Why test? - cogeorg/teaching GitHub Wiki
Once you deployed your contract to a running node, you can not mutate it anymore. If you find a bug in your contract, the only possibility you have is to disable the contract, fix the bug, and deploy another instance of the contract. To mitigate this risk, it is important that you test your contract before deploying it to the production environment.
In terms of testing strategy, you can use several testing environments before final deployment of your solution. You can use truffle develop and Ganache because they are faster and use some specific features to optimize testing. You can use geth to create a private network to check your solution on the same node implementation as one one used in production. You can also use a test network liky Ropsten or Rinkeby as an acceptance environment. Here, you will have the possibility to share the address with testers in any of these testing environments.
You can test the features of your contract by using a dedicated testing framework. Truffle bundles such a testing framework and provides two ways to test your contract. Either JavaScript, to test you smart contract from a client's point of view, or solidity to test your smart contract within the blockchain by simulating another contract interacting with yours. Testing your contract with solidity is quite new and not the most documented option. This is why we will focus on JavaScript testing.
There are other JavaScript testing and deployment frameworks like Embark or Dapp. There is also a Python testing framework called Populus, but it seems inactive. However, if you are more comfortable testing in Python, you can write your own testing suite quite easily using Web3.py.
The main goal of a testing strategy is to increase your level of confidence in the quality of your solution and to avoid big production issues that might compromise your credibility while harming users.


• Work to be completed: From the line containing "guide me to mammal." through the last line of the data, both ends included, write out every line exactly; omit the pictures.

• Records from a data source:
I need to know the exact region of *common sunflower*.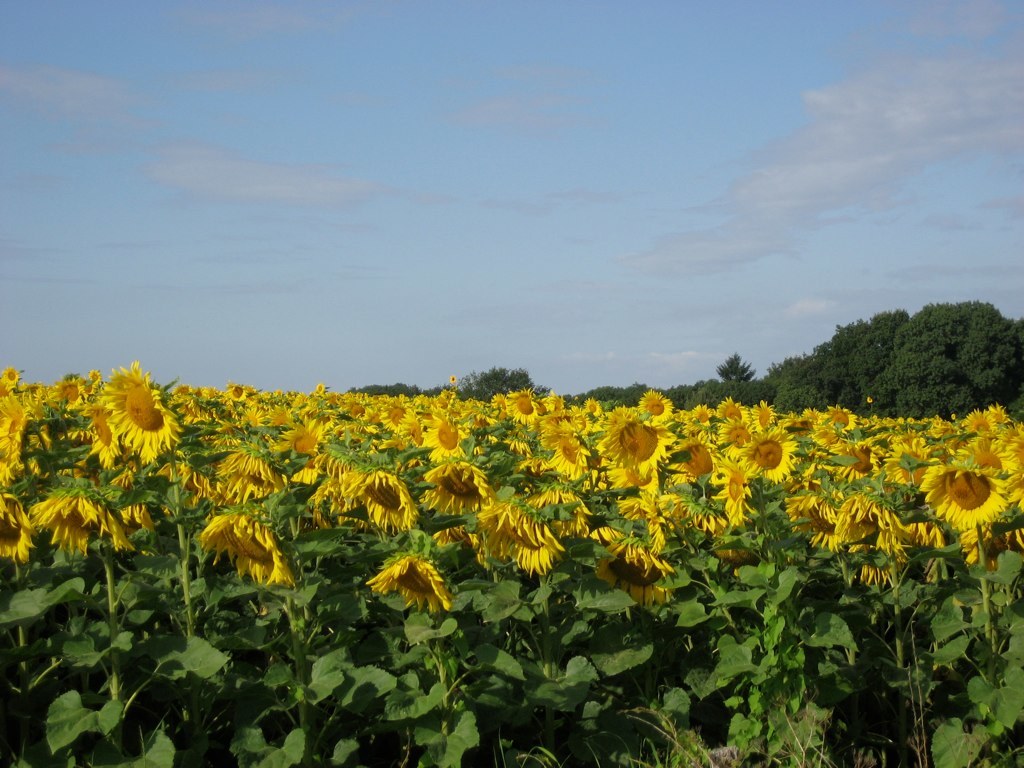
Region: crop(600, 414, 680, 482).
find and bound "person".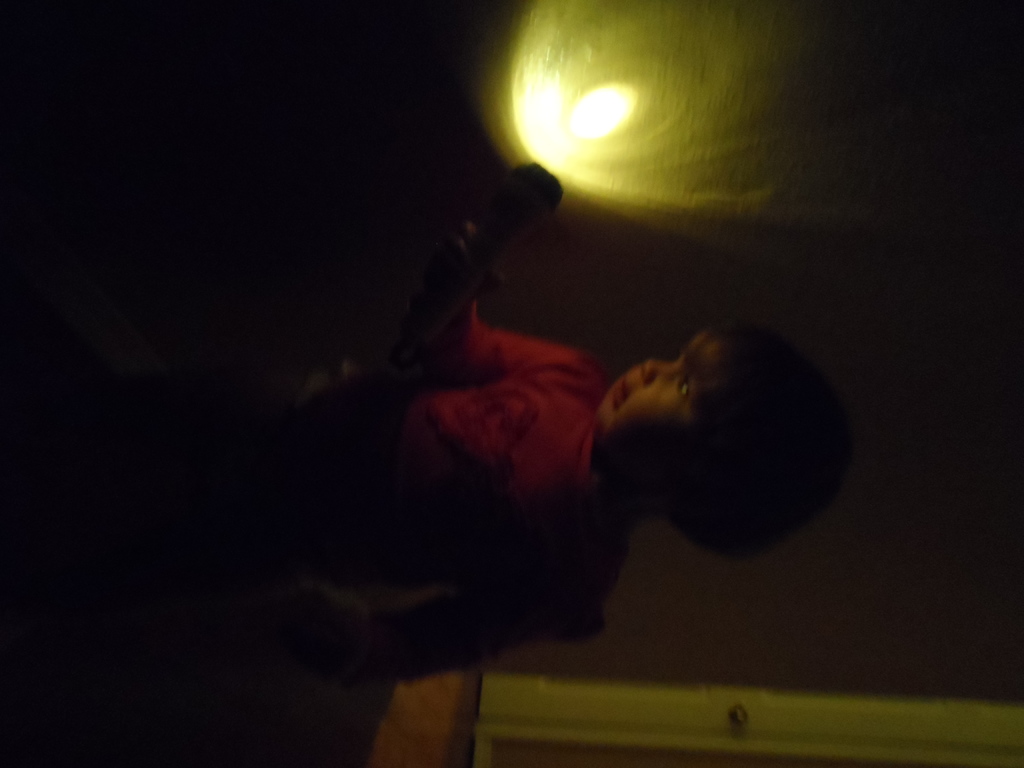
Bound: 307,217,882,700.
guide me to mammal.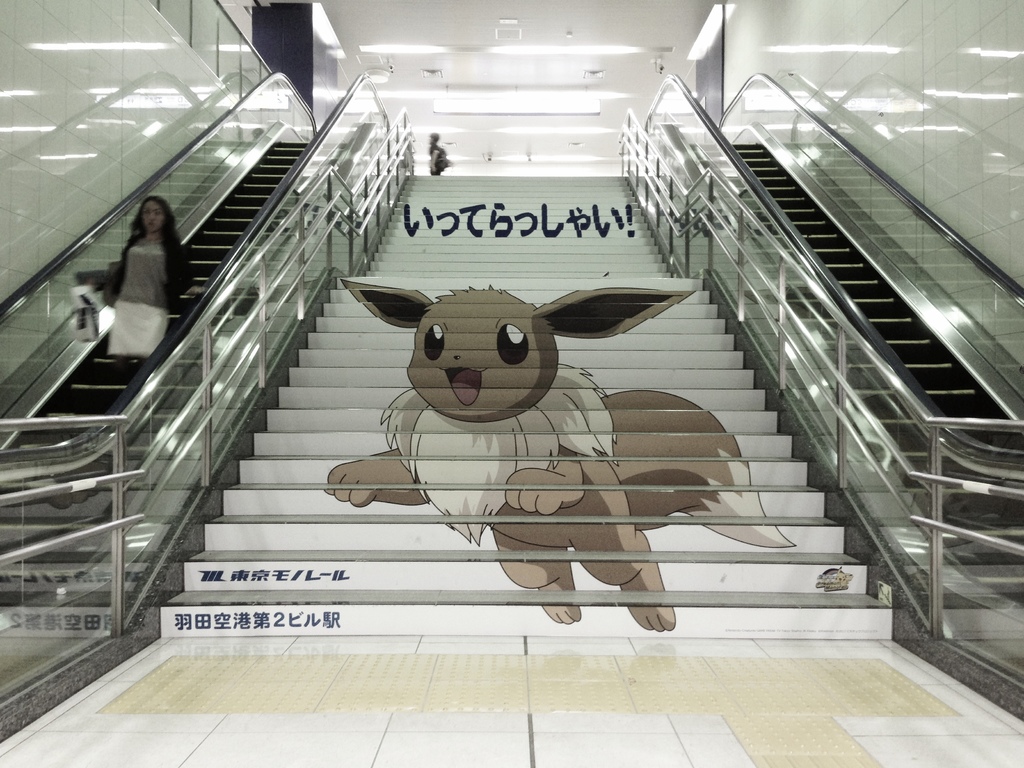
Guidance: box=[428, 129, 445, 173].
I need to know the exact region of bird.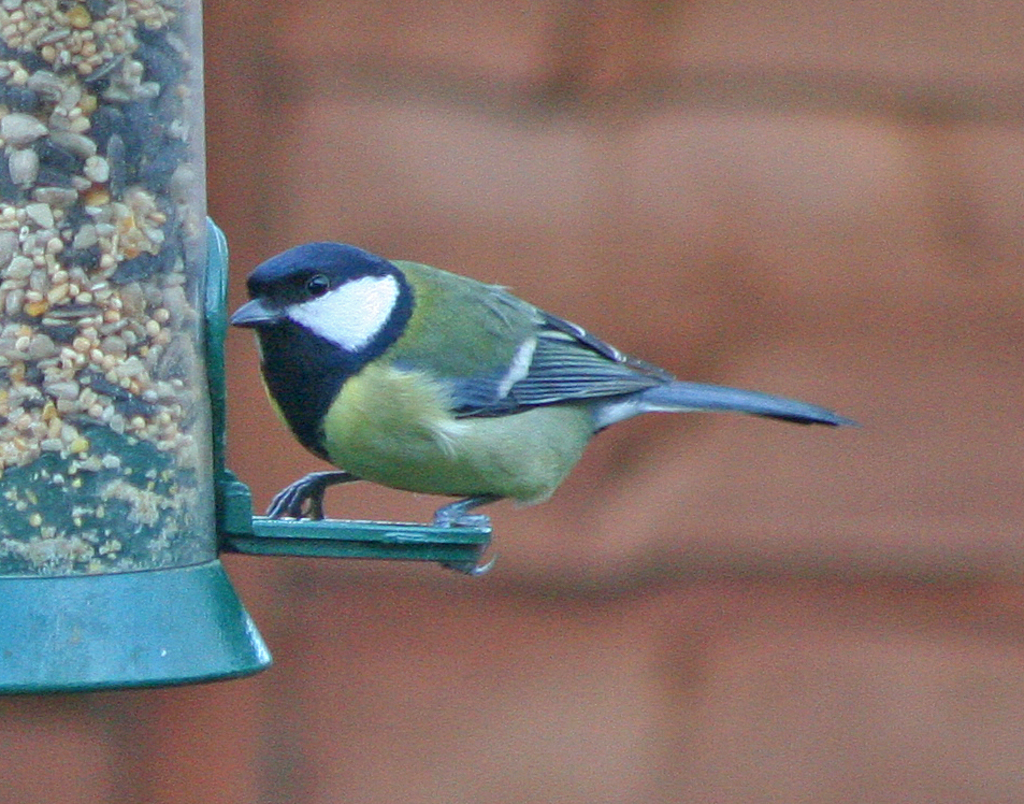
Region: locate(226, 241, 855, 534).
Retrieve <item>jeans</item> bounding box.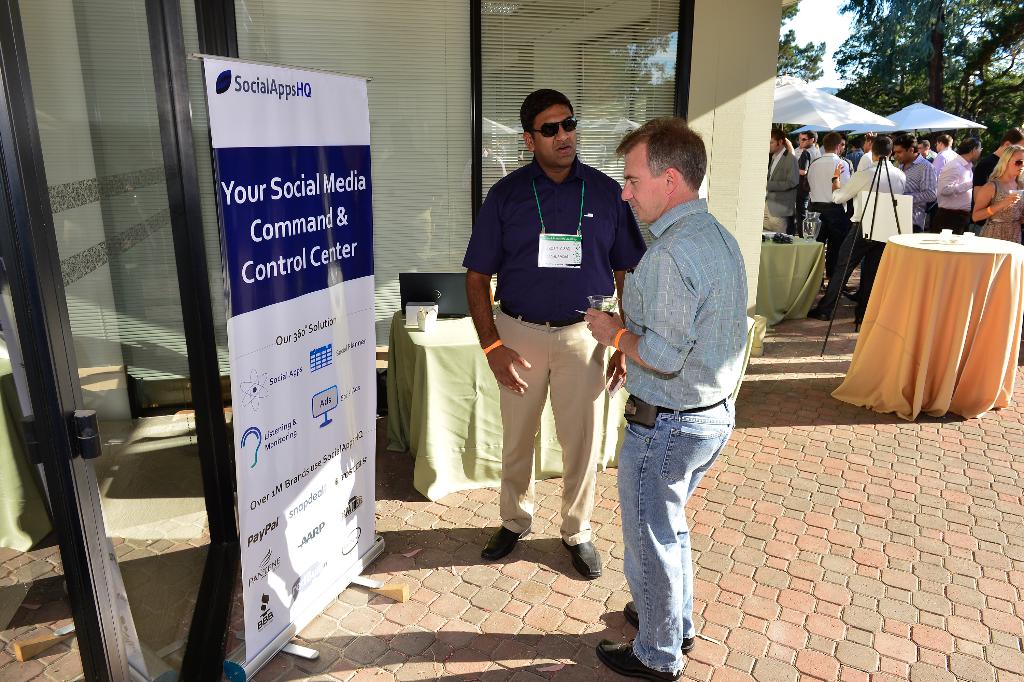
Bounding box: (left=483, top=313, right=618, bottom=551).
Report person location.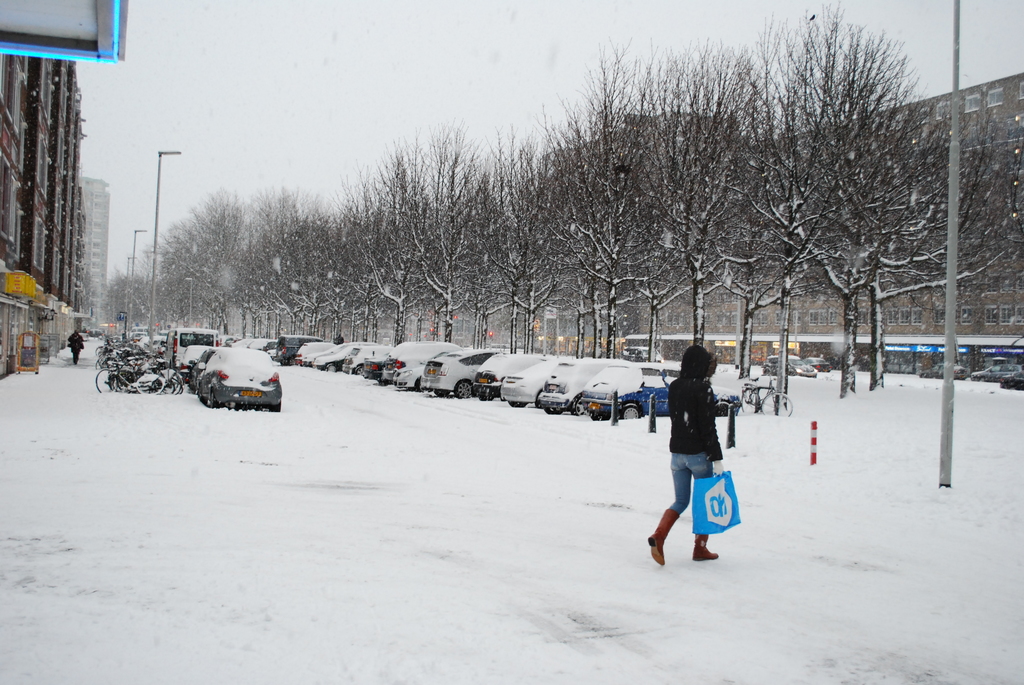
Report: rect(649, 347, 724, 568).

• Expected output:
guide me to mammal.
Guidance: box=[428, 129, 445, 173].
I need to know the exact region of bird.
Region: locate(226, 241, 855, 534).
Retrieve <item>jeans</item> bounding box.
Bounding box: (left=483, top=313, right=618, bottom=551).
Report person location.
Report: rect(649, 347, 724, 568).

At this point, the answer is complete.